From OSV News:
More than two dozen Christian and Jewish groups filed a lawsuit Feb. 11 in federal court to challenge a Trump administration policy that rescinded long-standing restrictions on Immigration and Customs Enforcement agents from making arrests at what are seen as sensitive locations, including houses of worship, schools and hospitals.
The lawsuit, filed in U.S. District Court in Washington on behalf of groups ranging from Baptist to Jewish to Methodist, argues the new policy sparked fear of ICE raids both in their own congregations and in the populations they serve, lowering attendance at worship services and curtailing their ability to serve the less fortunate.
Kelsi Corkran, a lawyer with the Georgetown University Law Center’s Institute for Constitutional Advocacy and Protection and lead counsel for the plaintiffs in the lawsuit, told reporters on a Feb. 11 press call that “welcoming the stranger or immigrant is a central precept” of each of their faith practices, “which means that plaintiffs, congregations and members embrace immigrants regardless of documentation or status.”

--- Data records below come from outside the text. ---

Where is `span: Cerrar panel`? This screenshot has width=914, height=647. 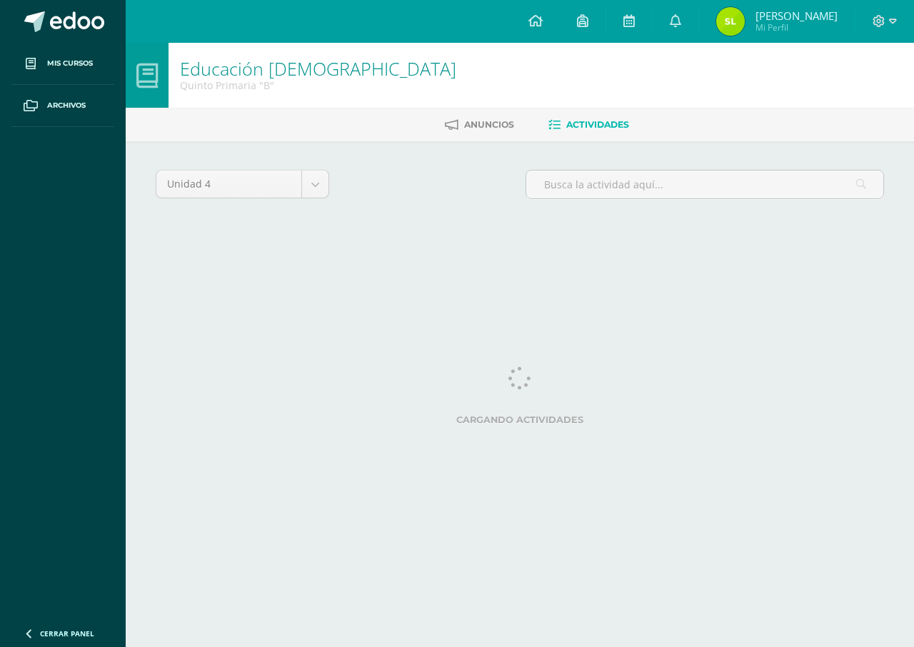
span: Cerrar panel is located at coordinates (67, 634).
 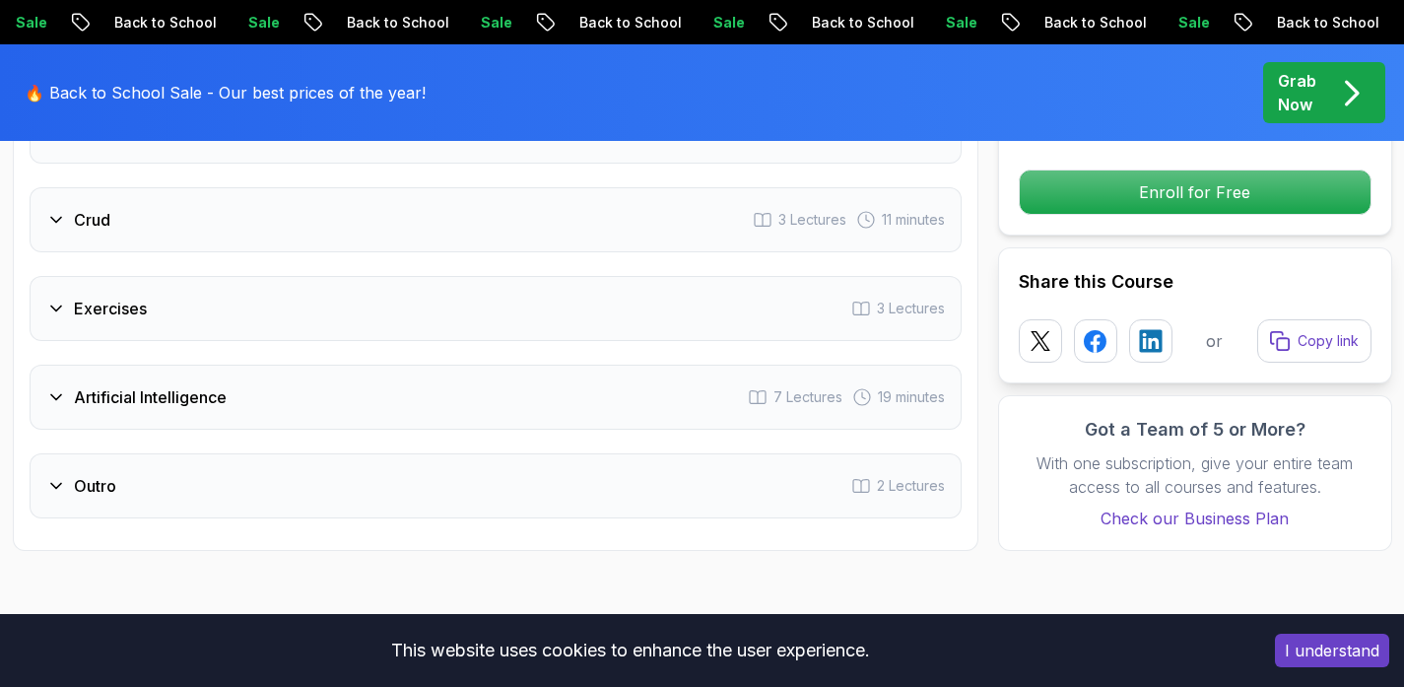 What do you see at coordinates (1328, 341) in the screenshot?
I see `p: Copy link` at bounding box center [1328, 341].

Corkran argued the sanctuary policy change “is already substantially burdening their religious exercise” in violation of both the Religious Freedom Restoration Act and the First Amendment.
“Congregations are experiencing decreases in worship attendance and social service participation due to fears of ICE,” she argued, and are being placed in an untenable position “where they have to choose whether or not to continue to welcome and encourage undocumented people into their places of worship consistent with their religious mission.”
Previous presidential administrations, she added, “both Republican and Democrat, recognized that places of worship were sensitive vocations and substantially restricted their enforcement actions in those locations.”
In a statement provided to OSV News, Tricia McLaughlin, the Department of Homeland Security’s assistant secretary for public affairs, said, “We are protecting our schools, places of worship, and Americans who attend by preventing criminal aliens and gang members from exploiting these locations and taking safe haven there because these criminals knew law enforcement couldn’t go inside under the previous Administration.”
“DHS’s directive gives our law enforcement the ability to do their jobs,” McLaughlin.
But the department also suggested it expected such raids to be rare. However, ICE agents did arrest an individual at a Georgia church in January. ICE did not give specifics as to why the man was arrested but said he was wearing an ankle monitor and told media that if someone has a monitor, it is for a specific reason. The man’s wife denied wrongdoing on his part in local media interviews.
Another perspective: Reaad what happens When ICE Comes to Church in Christianity Today.